Need to remove cobwebs in our head

Need to remove cobwebs in our head

Sensuality, sex, erotica — words that make most of us squirm at the mention of them, forget a detailed description. In a country of Khajuraho and Geet Govind, it is a pity we have this awkward reaction to sensuality, said author Mona Verma at a session — Sensuality through the senses, words and emotions — at the Pune International Literary Festival in the city.

Sensuality, discussed on a Sunday morning at this session, saw apart from Verma, poet Sudeep Sen, and feminist erotic writer Srimoyee Piu Kundu in conversation with writer Raj Rao. “It is the theme of sensuality that binds all these writers,” Rao introduced the subject, adding, “Erotic writers can’t afford to be prudish since there is already so much prudishness in the air.”

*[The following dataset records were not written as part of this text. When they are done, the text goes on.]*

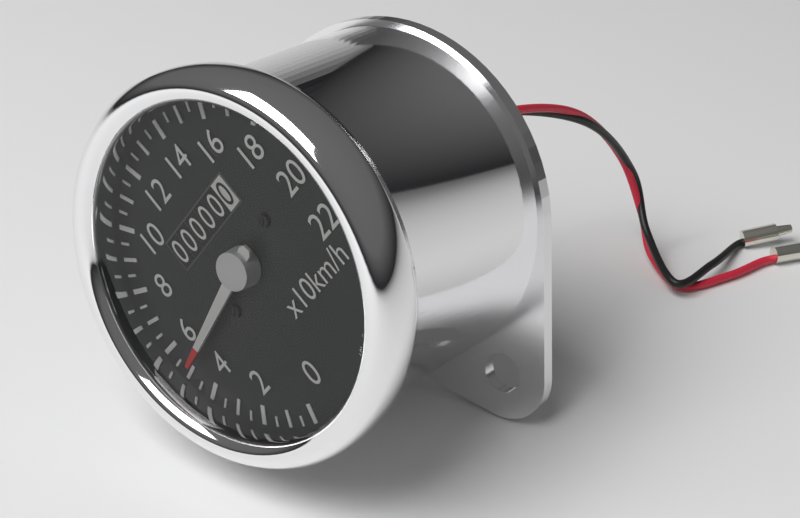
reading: 50 km/h
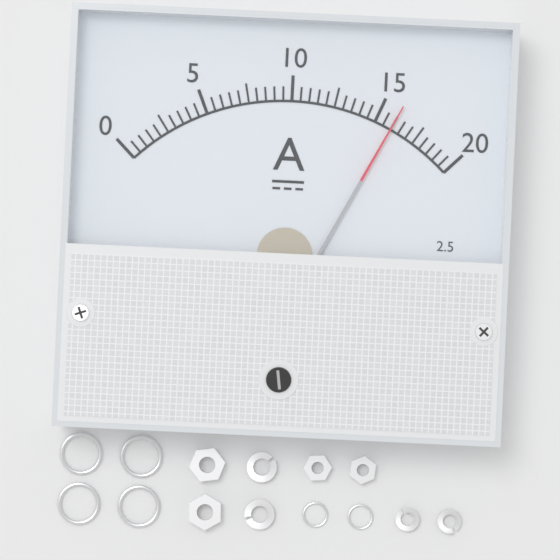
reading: 16.0 A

“There are various aspects to sex, sensuality and erotica and each one of us can interpret it distinctly,” Rao added, before the writers begin narrating excerpts from their respective books.

“Erotica is not the only thing I write on,” laughed Sen, adding, “In India, we are so prudish about sexuality. We can’t discuss intimacy, desire, and homosexuality. But these are things our gods did, you just have to visit places like Khajuraho and our history is out there.”

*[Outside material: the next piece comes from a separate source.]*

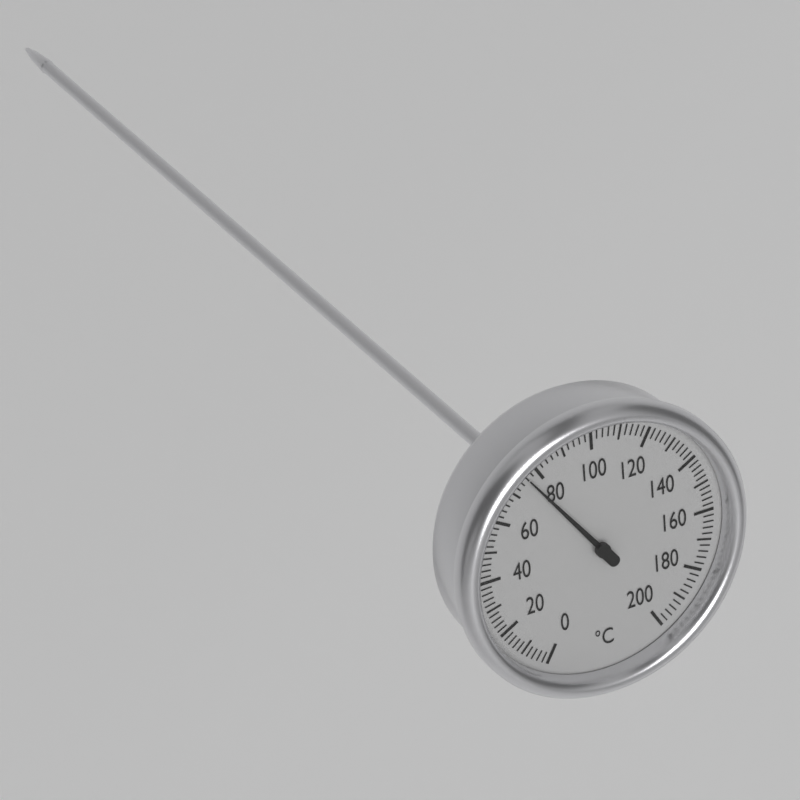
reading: 76 °C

Speaking of the challenges of erotic writing, Sen explained, “If you undercook it, it goes into the love-heartbreak kind of writing and if you push it too much, it goes into pornography. The skill is in striking that balance.”

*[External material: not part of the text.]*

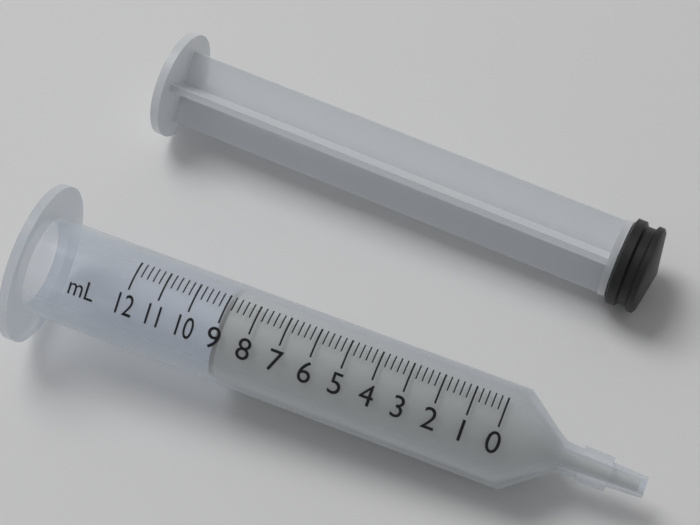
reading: 9.0 ml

Sen read out one such balanced poem titled Desire, ending it with a comment on the hushed up nature of discussing sex in our country. “We produce children without going to bed,” he joked.

Most of the Indian erotica writing thus ends up being pornographic. “That’s because we simply can’t get to think of sex without attaching lewdness to it,” said Verma, as she narrated an incident from her childhood. “In Class VII, we had a chapter on reproduction in our Biology textbook. Our teacher would ask every batch to read that chapter by themselves. If that was not enough, my granny with whom I grew up, once saw me reading that chapter. ‘Ae ki hai?’ (What is this?), she asked me. When I told her it was a chapter on reproduction, she said that I didn’t need to read it. It was okay to lose those couple of marks in Biology but not okay to spoil your head with this,” she recalled.

“I was told that widows were made to cut hair so as not to attract male gaze. When will our men take responsibility for their own physical senses and desires?” Verma questioned, pointing to the various layers of hypocrisy in our society.

Kundu seconded Verma as she said that it is all the more difficult for the society to digest that a woman can be an erotic writer. “I was once asked by this ‘educated’ person, ‘How do you know all this about sex?’. When I said that it was fiction that I wrote, she said, ‘But you are unmarried, how do you know about sex?’ and I didn’t know how to answer, so I just asked her if a crime writer commits a murder to write about it,” she said.

Kundu, who began erotic writing while she was a journalist, was inspired by this woman she saw in the bylanes of Byculla in south Mumbai. “She was in absolute control of her sensuality. I was extremely impressed with this woman. Met another such woman in Indore who was married at 16 to a man 25 years older to her suffering with an erectile dysfunction and was also abused by a godman. I decided to combine these two characters to make one strong story,” she explained as she read out from another short story of hers titled Chakka and speaking about her friend who befriended a transgender in Mumbai.

Coming back to erotic writing, Verma said that we need to appreciate sexual and sensual for what they are and not add any vulgar connotations to it, to which Sen added that if sensual content is written elegantly and delivered well, no one can stop you from writing erotica.
Is it difficult to write such stuff in India? “Writing itself is bold in this country considering that it is still not considered as a career. Also, censorship is seeping into literature,” Sen answered.

“We are living in very dangerous times but as an Indian woman, I am extremely proud of our erotic heritage. It’s one of the most beautiful cultures in the world. Don’t look for a quickie kind of erotica. We need to remove the cobwebs in our head,” Kundu concluded.